AUSTIN (KXAN) – While Texas public schools start the year with vacancies and permanent substitutes, the group charged with addressing the state’s teacher shortage met again, this time to begin crafting recommendations for lawmakers.

The House Committee on Public Education is inviting the Teacher Vacancy Task Force‘s chair, Dallas ISD teacher Josue Torres, to speak before lawmakers next month, according to the committee.

“My understanding is that we will have representatives at the public education hearings and then if we have recommendations that are ready to go, that we will release those or at least the topic of those as they are ready,” task force member and Highland Park ISD teacher Jean Streepy said.

“We will not wait till March if we actually have something ready to go before then even if it’s on a certain topic,” Streepy added.

Already, the task force has split into four working groups, including two focused on educator preparation programs and compensation. The group is set to release its final list of recommendations to lawmakers, the Texas Education Agency, and local school districts in February.

“Our next step, and we got partway there this time, is to then figure out who can make that change,” Streepy said. “The recommendations, I think, that are coming out of here are thoughtful and supported and I hope that the people coming behind us, the legislature and our state boards and our districts and in our state will come along beside us and recognize that those are well-thought-out recommendations and come to the table with us and help make that happen for our teachers.

Even as the task force works to come up with recommendations, school districts in the state are still working to fill vacancies in the first weeks of school.

In Central Texas, Hays CISD started the school year with 19 long-term substitute teachers. Austin ISD still had more than 200 teacher openings on the first day of school – down from the more than 1,000 vacancies the district had at the start of summer.

KXAN Investigators obtained exit forms from hundreds of Austin ISD teachers who quit their jobs in the middle of the school year since the pandemic began, and similar data from several other districts across the state, revealing how inflation, stagnant salaries and last-minute legislative mandates led to state-wide teacher shortages. 

“The rate of inflation and compared to the rise in salaries, and, you know, our teachers, our teachers deserve to be able to pay their mortgages and feed their families and enjoy their time. They cannot go home every night, with a pile of schoolwork to do when they have their own families at home,” Streepy said.

Presentations obtained by KXAN show during the task forces’ latest meeting, it also discussed multiple ideas for staffing schools in the future, including creating positions that would take on duties traditionally handled by teachers like grading papers and lesson planning.

The committee is set to meet again in October.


### Assignment
A verbatim restatement of the data, free of pictures, is what you should output.
[Data to use Boundary: Start]
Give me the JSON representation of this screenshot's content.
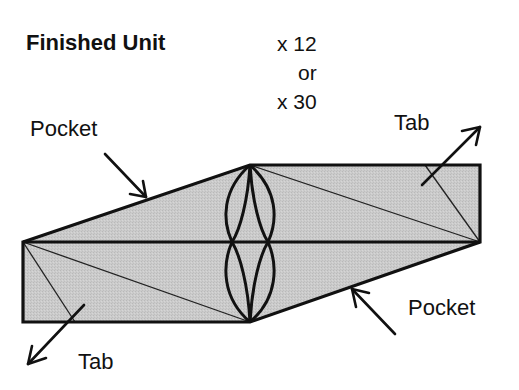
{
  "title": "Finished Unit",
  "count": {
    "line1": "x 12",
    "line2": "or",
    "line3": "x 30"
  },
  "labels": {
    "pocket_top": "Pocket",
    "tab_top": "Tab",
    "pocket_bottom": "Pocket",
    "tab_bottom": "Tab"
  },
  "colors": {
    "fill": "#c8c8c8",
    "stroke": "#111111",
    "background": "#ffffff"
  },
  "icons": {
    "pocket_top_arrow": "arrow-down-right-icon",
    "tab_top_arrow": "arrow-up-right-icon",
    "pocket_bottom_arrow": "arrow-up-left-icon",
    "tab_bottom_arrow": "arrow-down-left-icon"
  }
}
[Data to use Boundary: End]
### Task result
Give me the JSON representation of this screenshot's content.
{
  "title": "Finished Unit",
  "count": {
    "line1": "x 12",
    "line2": "or",
    "line3": "x 30"
  },
  "labels": {
    "pocket_top": "Pocket",
    "tab_top": "Tab",
    "pocket_bottom": "Pocket",
    "tab_bottom": "Tab"
  },
  "colors": {
    "fill": "#c8c8c8",
    "stroke": "#111111",
    "background": "#ffffff"
  },
  "icons": {
    "pocket_top_arrow": "arrow-down-right-icon",
    "tab_top_arrow": "arrow-up-right-icon",
    "pocket_bottom_arrow": "arrow-up-left-icon",
    "tab_bottom_arrow": "arrow-down-left-icon"
  }
}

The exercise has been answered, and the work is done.